Oireachtas Joint and Select Committees
Tuesday, 15 July 2025
Committee on Budgetary Oversight
Quarterly Economic Commentary: Economic and Social Research Institute
2:00 am
Dr. Claire Keane:
Sure. A piece of work we did years ago that I found really interesting was looking at people's cash incentives to work. I think it was close to 95% of people who were better off not working were in employment. People intrinsically want to work, even if they might be financially better off if they did not. While our headline tax and social welfare system has been keeping pace with wage inflation, income limits for things like SUSI grants, medical cards and childcare subsidies were introduced and remain frozen. Recent work we did showed that the income medical limits for a medical card have not changed since 2005, despite 45% growth in wages. There is a rule in the system that if all of your income is from social welfare, you get a medical card. You could have two families on the same income and only one qualifies, even though they are on the same income, because one is purely in receipt of social welfare.

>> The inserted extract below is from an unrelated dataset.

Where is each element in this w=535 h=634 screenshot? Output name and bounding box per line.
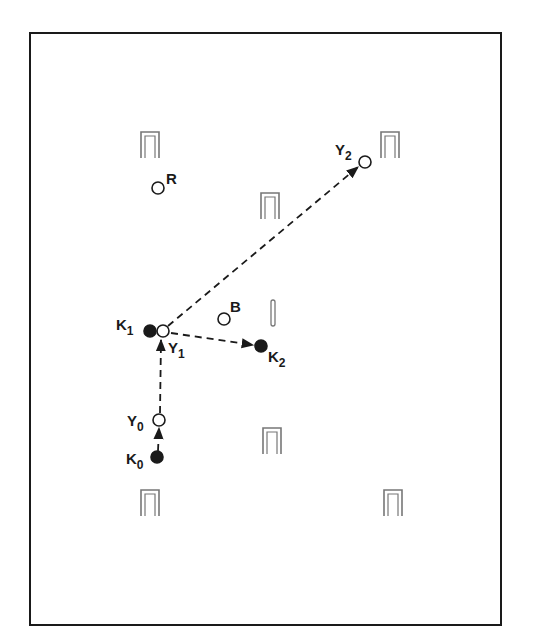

There is a fear of people in receipt of social welfare to take up employment because those income limits are not changing. The situation with student grants is very similar. While wages have been growing, the income limits for the grants means people at the very lower end get them but people at the lower to middle end are not getting those entitlements. Overall, we do not have formal indexation, which is increases in line with inflation. We have informal indexation for the social welfare system and it has been keeping pace with price growth and wage growth but we do not see that with additional benefits such as housing supports, medical cards and student grants.
It is really important that those income limits do not get forgotten about. It is the same with childcare subsidies. There is more support for those on lower incomes. We have been rolling out increases in the universal payments to people but we are not increasing those income limits for those in line with wage growth. It is important to look at the system as a whole and that those means-tested elements keep pace with price growth so that people are not having them taken away.